__AIM OF THE TASK__
All of the data should be given again word for word, though the images are to be left out.

== SUPPLIED INFORMATION

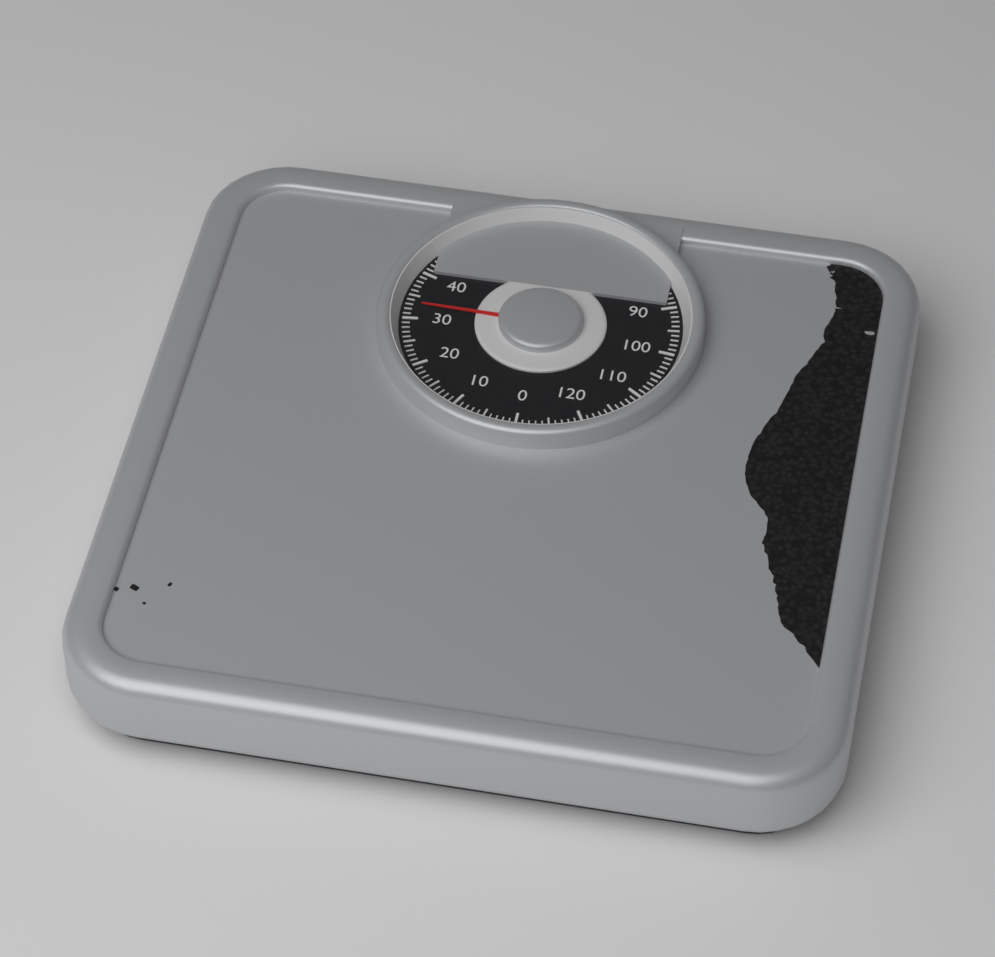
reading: 33 kg
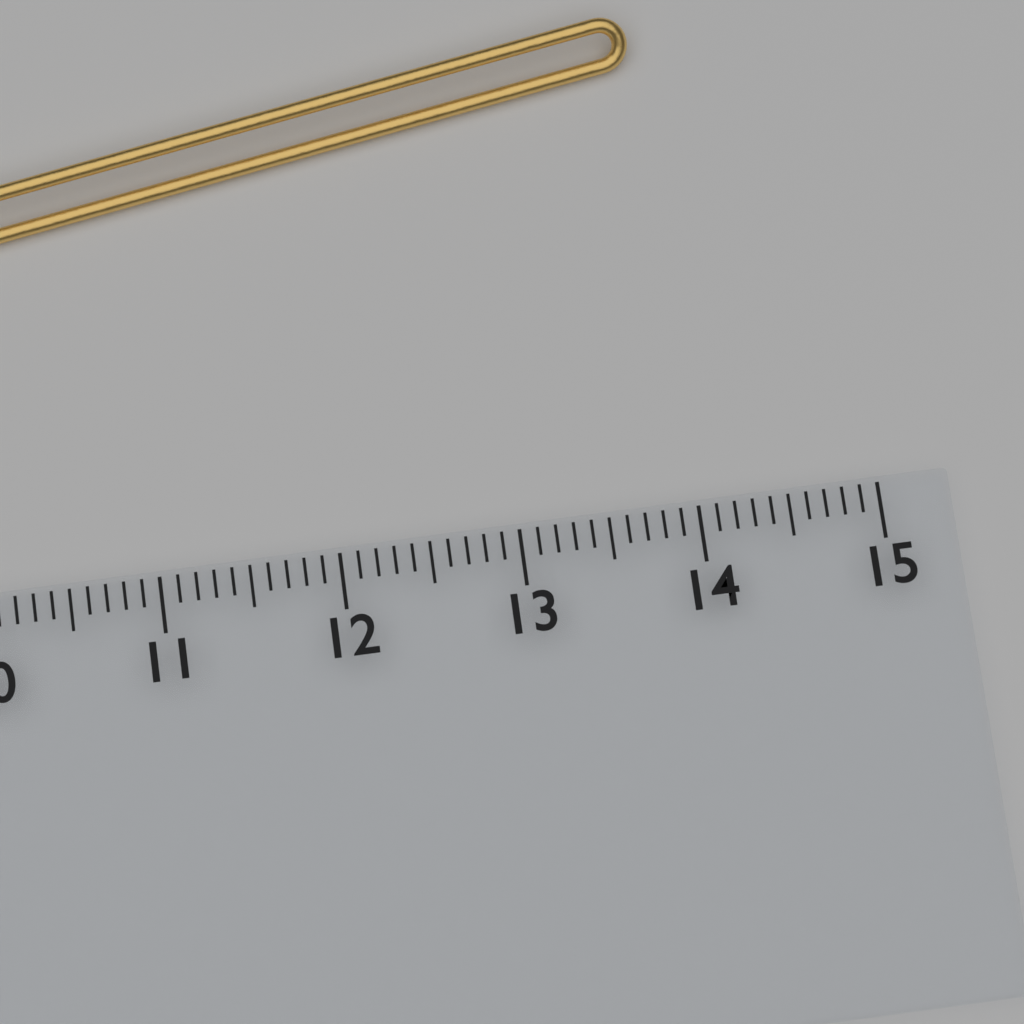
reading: 14.0 cm
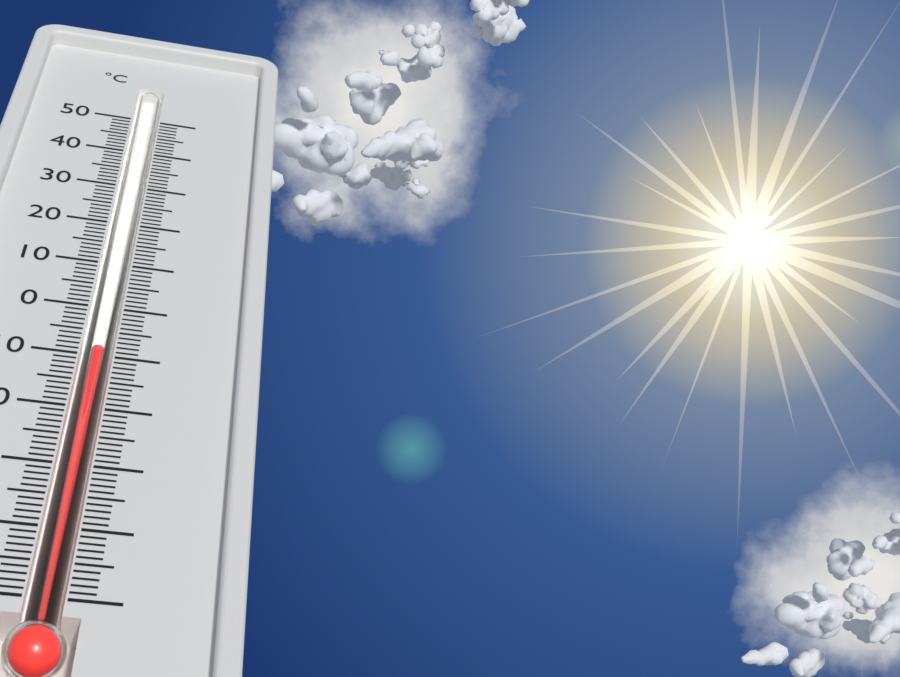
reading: -8 °C
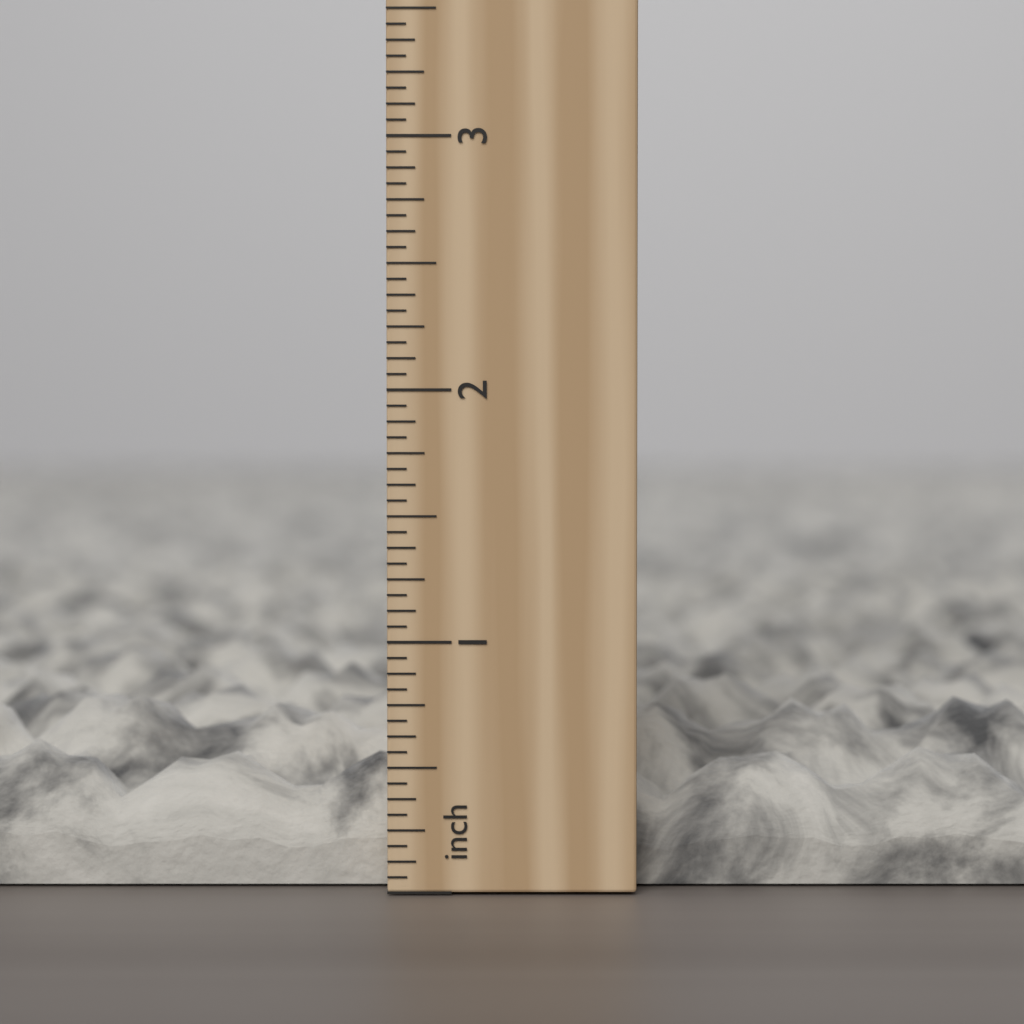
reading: 0.7500 in
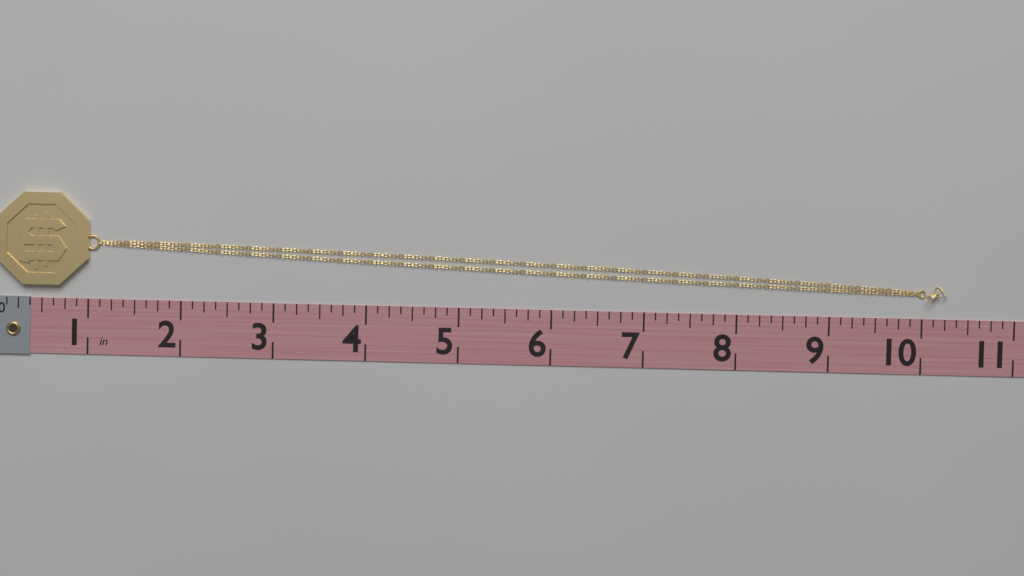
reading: 10.250 in
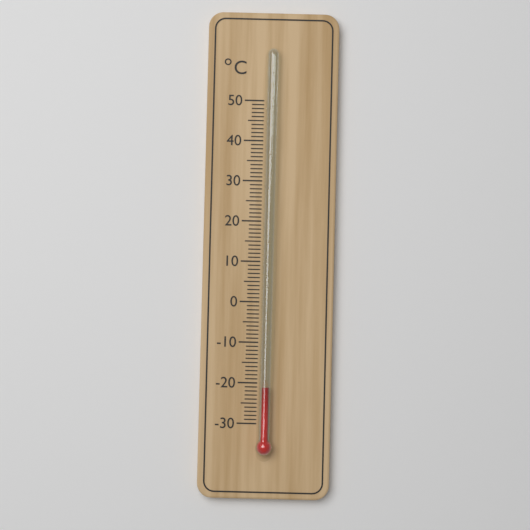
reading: -21 °C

====

__RESPONSE AREA__
reading: 33 kg
reading: 14.0 cm
reading: -8 °C
reading: 0.7500 in
reading: 10.250 in
reading: -21 °C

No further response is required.